Comparing Parsee Document Loader vs. Langchain Document Loaders for PDFs
With the datasets in this folder we want to test how the results of an LLM for extracting structured data from invoices differs for different document loaders.
Both datasets have their own Readme's with more info about the methodology, notebooks for the creation of the dataset and evaluation results:
1. Invoice Dataset - Langchain Loader
parsee-core version used: 0.1.3.11
This dataset was created on the basis of 15 sample invoices (PDF files).
All PDF files are publicly accessible on parsee.ai, to access them copy the "source_identifier" (first column) and paste it in this URL (replace '{SOURCE_IDENTIFIER}' with the actual identifier):
https://app.parsee.ai/documents/view/{SOURCE_IDENTIFIER}
So for example:
https://app.parsee.ai/documents/view/1fd7fdbd88d78aa6e80737b8757290b78570679fbb926995db362f38a0d161ea
The invoices were selected randomly and are in either German or English.
The following code was used to create the dataset: jupyter notebook
The correct answers for each row were loaded from Parsee Cloud, where they were checked by a human and corrected prior to running this code.
1.1 LLM Evaluation
For the evaluation we are using the mistralai/mixtral-8x7b-instruct-v0.1 model from replicate.
The results of the evaluation can be found here: jupyter notebook
1.2 Result
Even though the Parsee PDF Reader was not initially designed for invoices (which have often quite fractured text pieces and tables that are difficult to structure properly), it is still able to outperform the langchain PyPDF reader with a total accuracy of 88% vs. 82% for the langchain reader.
2. Revenues Dataset - Parsing Tables
This dataset consists of 15 pages from annual/quarterly reports of German companies (PDF files), the filings are in English though.
The goal is to evaluate two things:
How well can a state-of-the-art LLM retrieve complex structured information from the documents?
How does the Parsee.ai document loader fare against the langchain PyPDF loader for this document type
We are using the Claude 3 Opus model for all runs here, as this was the most capable model in our prior experiments (beating GPT 4).
Both datasets have their own Readme's with more info about the methodology, notebooks for the creation of the dataset and evaluation results:
2.1 Result
Explanation of results:
Completeness: This measures how often the model gave the expected amount of answers. For example for this file, there are 5 columns with a "Revenue" figure in them. So we are expecting the model to return 5 different "answers", each with one of the revenue figures (you can see these in the tab "Extracted Data" on Parsee Cloud)
Revenues Correct: How many times the model extracted a valid "Revenues" figure. If the answer was missing completely, this is counted here as well (so this both accounts for wrong answers, and also missing answers)
Revenues Correct (excluding missing answers): This is disregarding the cases where the model simply did not extract the right figure at all, so basically, if it extracted the figure (matched based on the meta information), was it the correct number?
Meta Items Correct: How many times did the model extract all the expected meta information (time periods, currencies etc.; missing answers are counted here as well)
Meta Items Correct (excluding missing answers): If the model found a valid revenues number, how many times was all the meta information attached to it correct? (this is not counting the times where the answer was missing entirely)
- GPT-4o Benchmark Results Showing that it is Truly a Next-Generation ModelWe tested the performance of GPT-4 Omni (model name: gpt-4o) on our finRAG dataset, the results show that this is truly a next generation model that does not seem to have some common issues that previous generation models had, making it possibly the first model suitable for reliable enterprise use.
- Data ExtractionfinRAG Datasets & StudyWe wanted to investigate how good the current state of the art (M)LLMs are at solving the relatively simple problem of extracting revenue figures from publicly available financial reports. To test this, we created 3 different datasets, all based on the same selection of 1,156 randomly selected annual reports for the year 2023 of publicly listed US companies. The resulting datasets contain a combined total of 10,404 rows, 37,536,847 tokens and 1,156 images. For our study, we are evaluating 8 state-of-the-art (M)LLMs on a subset of 100 reports.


What to do
Across the listing below, how many lines contain "right"? Answer with the number and nothing else.

Input records
════

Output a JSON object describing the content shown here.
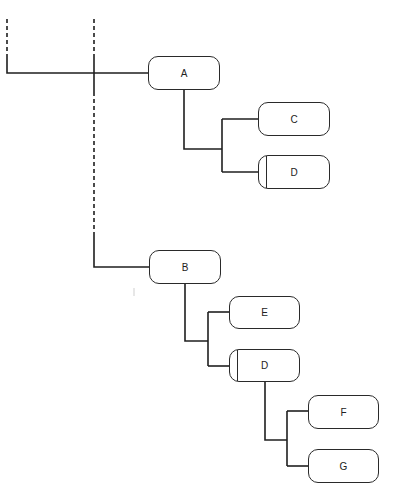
{
  "diagram": {
    "type": "tree",
    "colors": {
      "stroke": "#1f1f1f",
      "node_border": "#2a2a2a",
      "background": "#ffffff"
    },
    "nodes": [
      {
        "id": "A",
        "label": "A",
        "x": 148,
        "y": 56,
        "w": 72,
        "h": 34,
        "variant": "plain"
      },
      {
        "id": "C",
        "label": "C",
        "x": 258,
        "y": 102,
        "w": 72,
        "h": 34,
        "variant": "plain"
      },
      {
        "id": "D1",
        "label": "D",
        "x": 258,
        "y": 155,
        "w": 72,
        "h": 34,
        "variant": "barred"
      },
      {
        "id": "B",
        "label": "B",
        "x": 149,
        "y": 250,
        "w": 72,
        "h": 34,
        "variant": "plain"
      },
      {
        "id": "E",
        "label": "E",
        "x": 229,
        "y": 296,
        "w": 71,
        "h": 33,
        "variant": "plain"
      },
      {
        "id": "D2",
        "label": "D",
        "x": 229,
        "y": 349,
        "w": 71,
        "h": 33,
        "variant": "barred"
      },
      {
        "id": "F",
        "label": "F",
        "x": 308,
        "y": 395,
        "w": 71,
        "h": 34,
        "variant": "plain"
      },
      {
        "id": "G",
        "label": "G",
        "x": 308,
        "y": 449,
        "w": 71,
        "h": 34,
        "variant": "plain"
      }
    ],
    "edges": [
      {
        "from": "root-left",
        "to": "A"
      },
      {
        "from": "root-mid",
        "to": "A"
      },
      {
        "from": "root-mid",
        "to": "B"
      },
      {
        "from": "A",
        "to": "C"
      },
      {
        "from": "A",
        "to": "D1"
      },
      {
        "from": "B",
        "to": "E"
      },
      {
        "from": "B",
        "to": "D2"
      },
      {
        "from": "D2",
        "to": "F"
      },
      {
        "from": "D2",
        "to": "G"
      }
    ]
  }
}
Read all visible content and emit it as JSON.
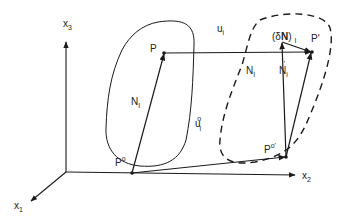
{
  "figure": {
    "type": "continuum deformation kinematics diagram",
    "colors": {
      "ink": "#1a1a1a",
      "background": "#ffffff"
    },
    "axes": {
      "x1": {
        "label": "x",
        "subscript": "1"
      },
      "x2": {
        "label": "x",
        "subscript": "2"
      },
      "x3": {
        "label": "x",
        "subscript": "3"
      }
    },
    "points": {
      "P": {
        "label": "P"
      },
      "P0": {
        "label": "P",
        "superscript": "o"
      },
      "Pprime": {
        "label": "P'"
      },
      "P0prime": {
        "label": "P",
        "superscript": "o'"
      }
    },
    "vectors": {
      "N_ref": {
        "label": "N",
        "subscript": "I"
      },
      "N_cur": {
        "label": "N",
        "subscript": "I"
      },
      "N_prime": {
        "label": "N",
        "subscript": "i",
        "prime": "'"
      },
      "u": {
        "label": "u",
        "subscript": "i"
      },
      "u0": {
        "label": "u",
        "subscript": "i",
        "superscript": "o"
      },
      "deltaN": {
        "prefix": "(δ",
        "bold": "N",
        "suffix": ")",
        "subscript": "I"
      }
    },
    "regions": {
      "reference": {
        "style": "solid"
      },
      "deformed": {
        "style": "dashed"
      }
    }
  }
}
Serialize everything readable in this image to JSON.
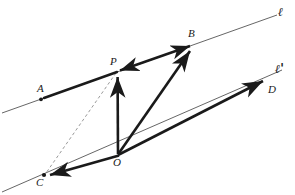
{
  "figure": {
    "background_color": "#ffffff",
    "stroke_color": "#1a1a1a",
    "thin_line_color": "#555555",
    "dashed_line_color": "#9a9a9a",
    "width": 295,
    "height": 195
  },
  "labels": {
    "line_l": "ℓ",
    "line_l_prime": "ℓ'",
    "point_a": "A",
    "point_b": "B",
    "point_c": "C",
    "point_d": "D",
    "point_o": "O",
    "point_p": "P"
  },
  "geometry": {
    "points": {
      "A": {
        "x": 41,
        "y": 99
      },
      "B": {
        "x": 193,
        "y": 45
      },
      "C": {
        "x": 44,
        "y": 175
      },
      "D": {
        "x": 267,
        "y": 80
      },
      "O": {
        "x": 118,
        "y": 155
      },
      "P": {
        "x": 117,
        "y": 71
      }
    },
    "line_l": {
      "x1": 2,
      "y1": 113,
      "x2": 277,
      "y2": 15
    },
    "line_l_prime": {
      "x1": 2,
      "y1": 192,
      "x2": 282,
      "y2": 70
    },
    "segments": [
      {
        "name": "A-to-P",
        "kind": "solid-thick",
        "from": "A",
        "to": "P",
        "arrow": "none"
      },
      {
        "name": "P-to-B",
        "kind": "solid-thick",
        "from": "P",
        "to": "B",
        "arrow": "both"
      },
      {
        "name": "O-to-P",
        "kind": "solid-thick",
        "from": "O",
        "to": "P",
        "arrow": "end"
      },
      {
        "name": "O-to-B",
        "kind": "solid-thick",
        "from": "O",
        "to": "B",
        "arrow": "end"
      },
      {
        "name": "O-to-C",
        "kind": "solid-thick",
        "from": "O",
        "to": "C",
        "arrow": "end"
      },
      {
        "name": "O-to-D",
        "kind": "solid-thick",
        "from": "O",
        "to": "D",
        "arrow": "end"
      },
      {
        "name": "P-to-C",
        "kind": "dashed",
        "from": "P",
        "to": "C",
        "arrow": "none"
      }
    ],
    "dots": [
      "A",
      "C"
    ]
  }
}
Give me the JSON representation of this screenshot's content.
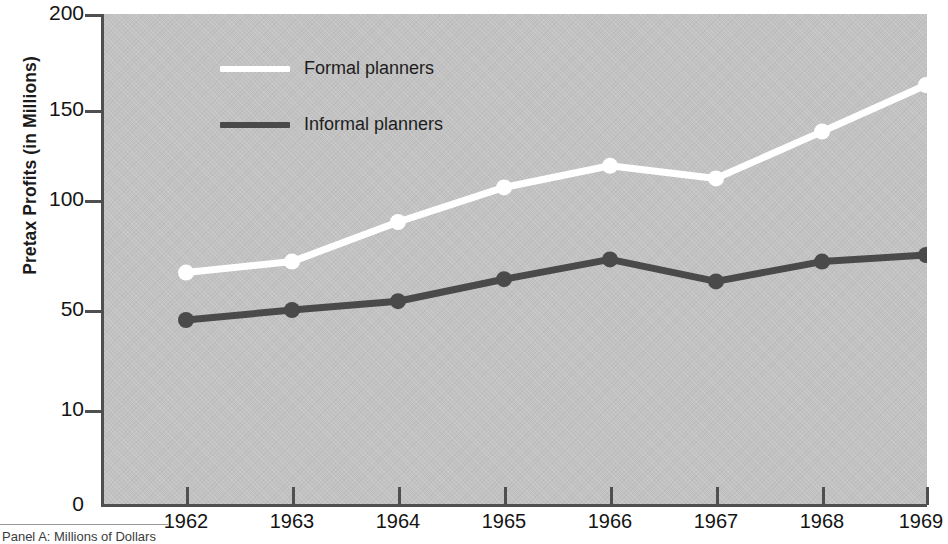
{
  "chart_data": {
    "type": "line",
    "title": "",
    "subtitle": "",
    "xlabel": "",
    "ylabel": "Pretax Profits (in Millions)",
    "x": [
      1962,
      1963,
      1964,
      1965,
      1966,
      1967,
      1968,
      1969
    ],
    "categories": [
      "1962",
      "1963",
      "1964",
      "1965",
      "1966",
      "1967",
      "1968",
      "1969"
    ],
    "series": [
      {
        "name": "Formal planners",
        "color": "#ffffff",
        "values": [
          67,
          72,
          90,
          107,
          119,
          112,
          138,
          163
        ]
      },
      {
        "name": "Informal planners",
        "color": "#4a4a4a",
        "values": [
          46,
          50,
          54,
          64,
          73,
          63,
          72,
          75
        ]
      }
    ],
    "ytick_labels": [
      "200",
      "150",
      "100",
      "50",
      "10",
      "0"
    ],
    "ytick_values": [
      200,
      150,
      100,
      50,
      10,
      0
    ],
    "ytick_pixel_y": [
      14,
      110,
      200,
      310,
      410,
      505
    ],
    "ylim": [
      0,
      200
    ],
    "xlim": [
      1962,
      1969
    ],
    "grid": false,
    "legend_position": "upper-left-inside",
    "plot_background": "#c2c2c2",
    "axis_color": "#4f4f4f",
    "note": "Y axis uses a non-uniform (broken) scale: 0, 10, 50, 100, 150, 200"
  },
  "legend": {
    "entries": [
      {
        "label": "Formal planners",
        "color": "#ffffff"
      },
      {
        "label": "Informal planners",
        "color": "#4a4a4a"
      }
    ]
  },
  "axes": {
    "y_title": "Pretax Profits (in Millions)",
    "y_ticks": [
      {
        "label": "200"
      },
      {
        "label": "150"
      },
      {
        "label": "100"
      },
      {
        "label": "50"
      },
      {
        "label": "10"
      },
      {
        "label": "0"
      }
    ],
    "x_ticks": [
      {
        "label": "1962"
      },
      {
        "label": "1963"
      },
      {
        "label": "1964"
      },
      {
        "label": "1965"
      },
      {
        "label": "1966"
      },
      {
        "label": "1967"
      },
      {
        "label": "1968"
      },
      {
        "label": "1969"
      }
    ]
  },
  "footer": {
    "caption": "Panel A: Millions of Dollars"
  }
}
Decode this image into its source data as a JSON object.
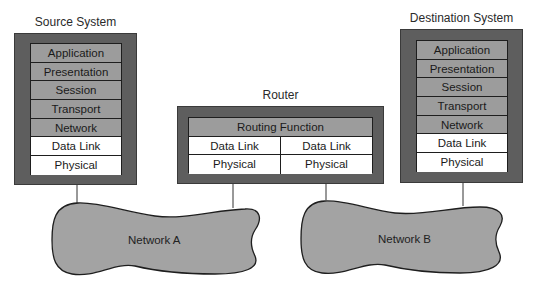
{
  "source_system": {
    "title": "Source System",
    "layers": [
      {
        "label": "Application",
        "shade": "gray"
      },
      {
        "label": "Presentation",
        "shade": "gray"
      },
      {
        "label": "Session",
        "shade": "gray"
      },
      {
        "label": "Transport",
        "shade": "gray"
      },
      {
        "label": "Network",
        "shade": "gray"
      },
      {
        "label": "Data Link",
        "shade": "white"
      },
      {
        "label": "Physical",
        "shade": "white"
      }
    ]
  },
  "router": {
    "title": "Router",
    "routing_function": "Routing Function",
    "left": {
      "data_link": "Data Link",
      "physical": "Physical"
    },
    "right": {
      "data_link": "Data Link",
      "physical": "Physical"
    }
  },
  "destination_system": {
    "title": "Destination System",
    "layers": [
      {
        "label": "Application",
        "shade": "gray"
      },
      {
        "label": "Presentation",
        "shade": "gray"
      },
      {
        "label": "Session",
        "shade": "gray"
      },
      {
        "label": "Transport",
        "shade": "gray"
      },
      {
        "label": "Network",
        "shade": "gray"
      },
      {
        "label": "Data Link",
        "shade": "white"
      },
      {
        "label": "Physical",
        "shade": "white"
      }
    ]
  },
  "networks": {
    "a": {
      "label": "Network A"
    },
    "b": {
      "label": "Network B"
    }
  },
  "colors": {
    "outer_box": "#5e5e5e",
    "upper_layers": "#9c9c9c",
    "lower_layers": "#ffffff",
    "cloud_fill": "#a3a3a3",
    "outline": "#1e1e1e"
  }
}
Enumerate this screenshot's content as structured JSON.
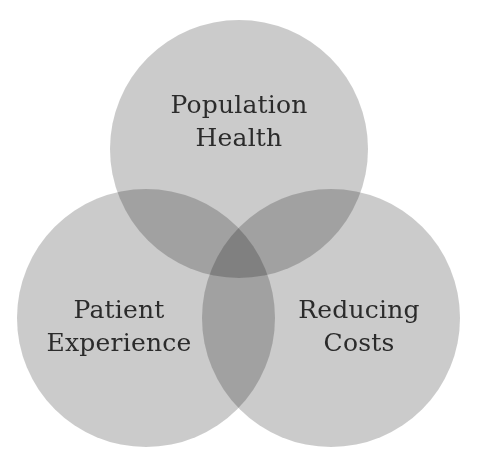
{
  "diagram": {
    "type": "venn",
    "circle_color": "#c8c8c8",
    "overlap_color": "#b0b0b0",
    "text_color": "#2b2b2b",
    "sets": [
      {
        "id": "population-health",
        "line1": "Population",
        "line2": "Health"
      },
      {
        "id": "patient-experience",
        "line1": "Patient",
        "line2": "Experience"
      },
      {
        "id": "reducing-costs",
        "line1": "Reducing",
        "line2": "Costs"
      }
    ]
  }
}
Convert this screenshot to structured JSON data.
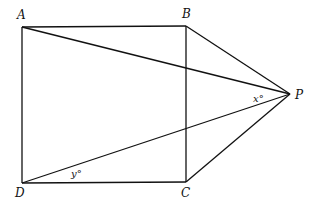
{
  "diagram": {
    "points": {
      "A": {
        "label": "A",
        "x": 22,
        "y": 27
      },
      "B": {
        "label": "B",
        "x": 186,
        "y": 26
      },
      "C": {
        "label": "C",
        "x": 186,
        "y": 182
      },
      "D": {
        "label": "D",
        "x": 22,
        "y": 183
      },
      "P": {
        "label": "P",
        "x": 290,
        "y": 94
      }
    },
    "segments": [
      "AB",
      "BC",
      "CD",
      "DA",
      "AP",
      "BP",
      "CP",
      "DP"
    ],
    "angles": {
      "x": {
        "label": "x°",
        "vertex": "P",
        "between": [
          "AP",
          "DP"
        ]
      },
      "y": {
        "label": "y°",
        "vertex": "D",
        "between": [
          "DC",
          "DP"
        ]
      }
    },
    "line_color": "#111111"
  }
}
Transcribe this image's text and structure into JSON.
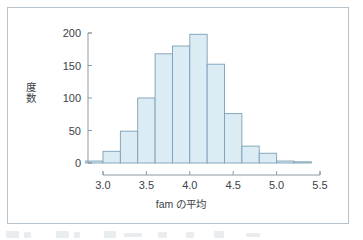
{
  "figure": {
    "frame_border_color": "#b9c3cc",
    "background": "#ffffff"
  },
  "chart_data": {
    "type": "bar",
    "title": "",
    "subtitle": "",
    "xlabel": "fam の平均",
    "ylabel": "度数",
    "ylabel_chars": [
      "度",
      "数"
    ],
    "xlim": [
      2.78,
      5.62
    ],
    "ylim": [
      0,
      205
    ],
    "grid": false,
    "legend": null,
    "bin_width": 0.2,
    "bar_fill_color": "#dcecf5",
    "bar_edge_color": "#7d9fb5",
    "axis_color": "#8d9aa5",
    "xticks": [
      3.0,
      3.5,
      4.0,
      4.5,
      5.0,
      5.5
    ],
    "xtick_labels": [
      "3.0",
      "3.5",
      "4.0",
      "4.5",
      "5.0",
      "5.5"
    ],
    "yticks": [
      0,
      50,
      100,
      150,
      200
    ],
    "ytick_labels": [
      "0",
      "50",
      "100",
      "150",
      "200"
    ],
    "bin_edges": [
      2.8,
      3.0,
      3.2,
      3.4,
      3.6,
      3.8,
      4.0,
      4.2,
      4.4,
      4.6,
      4.8,
      5.0,
      5.2,
      5.4
    ],
    "categories": [
      "2.8-3.0",
      "3.0-3.2",
      "3.2-3.4",
      "3.4-3.6",
      "3.6-3.8",
      "3.8-4.0",
      "4.0-4.2",
      "4.2-4.4",
      "4.4-4.6",
      "4.6-4.8",
      "4.8-5.0",
      "5.0-5.2",
      "5.2-5.4"
    ],
    "values": [
      3,
      18,
      49,
      100,
      168,
      180,
      198,
      152,
      76,
      26,
      15,
      3,
      1
    ]
  }
}
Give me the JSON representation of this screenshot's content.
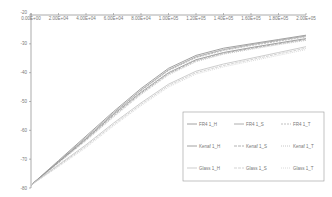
{
  "chart_data": {
    "type": "line",
    "title": "",
    "xlabel": "",
    "ylabel": "",
    "xlim": [
      0,
      200000
    ],
    "ylim": [
      -80,
      -20
    ],
    "grid": false,
    "legend_position": "lower-right inside",
    "x_tick_labels": [
      "0.00E+00",
      "2.00E+04",
      "4.00E+04",
      "6.00E+04",
      "8.00E+04",
      "1.00E+05",
      "1.20E+05",
      "1.40E+05",
      "1.60E+05",
      "1.80E+05",
      "2.00E+05"
    ],
    "y_tick_labels": [
      "-20",
      "-30",
      "-40",
      "-50",
      "-60",
      "-70",
      "-80"
    ],
    "x": [
      0,
      20000,
      40000,
      60000,
      80000,
      100000,
      120000,
      140000,
      160000,
      180000,
      200000
    ],
    "series": [
      {
        "name": "FR4 1_H",
        "color": "#8a8a8a",
        "values": [
          -79,
          -70.5,
          -62,
          -53.5,
          -45.5,
          -38.5,
          -34,
          -31.5,
          -30,
          -28.5,
          -27
        ]
      },
      {
        "name": "FR4 1_S",
        "color": "#9a9a9a",
        "values": [
          -79,
          -70.8,
          -62.5,
          -54,
          -46,
          -39,
          -34.5,
          -32,
          -30.3,
          -28.8,
          -27.3
        ]
      },
      {
        "name": "FR4 1_T",
        "color": "#b0b0b0",
        "values": [
          -79,
          -71,
          -62.8,
          -54.3,
          -46.3,
          -39.3,
          -34.8,
          -32.3,
          -30.6,
          -29.1,
          -27.6
        ]
      },
      {
        "name": "Kenaf 1_H",
        "color": "#8c8c8c",
        "values": [
          -79,
          -71,
          -63,
          -54.5,
          -46.8,
          -40,
          -35.5,
          -33,
          -31.3,
          -29.7,
          -28.2
        ]
      },
      {
        "name": "Kenaf 1_S",
        "color": "#a0a0a0",
        "values": [
          -79,
          -71.2,
          -63.3,
          -55,
          -47.2,
          -40.4,
          -35.8,
          -33.3,
          -31.6,
          -30,
          -28.5
        ]
      },
      {
        "name": "Kenaf 1_T",
        "color": "#b8b8b8",
        "values": [
          -79,
          -71.4,
          -63.6,
          -55.4,
          -47.6,
          -40.8,
          -36.2,
          -33.6,
          -31.9,
          -30.3,
          -28.8
        ]
      },
      {
        "name": "Glass 1_H",
        "color": "#c0c0c0",
        "values": [
          -79,
          -72,
          -65,
          -57.5,
          -50.5,
          -44,
          -39.5,
          -37,
          -35,
          -33,
          -31
        ]
      },
      {
        "name": "Glass 1_S",
        "color": "#c8c8c8",
        "values": [
          -79,
          -72.3,
          -65.5,
          -58,
          -51,
          -44.5,
          -40,
          -37.5,
          -35.5,
          -33.5,
          -31.5
        ]
      },
      {
        "name": "Glass 1_T",
        "color": "#d0d0d0",
        "values": [
          -79,
          -72.6,
          -66,
          -58.5,
          -51.5,
          -45,
          -40.5,
          -38,
          -36,
          -34,
          -32
        ]
      }
    ]
  }
}
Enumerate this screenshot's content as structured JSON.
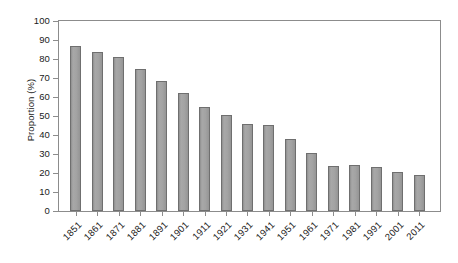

════

Task result
2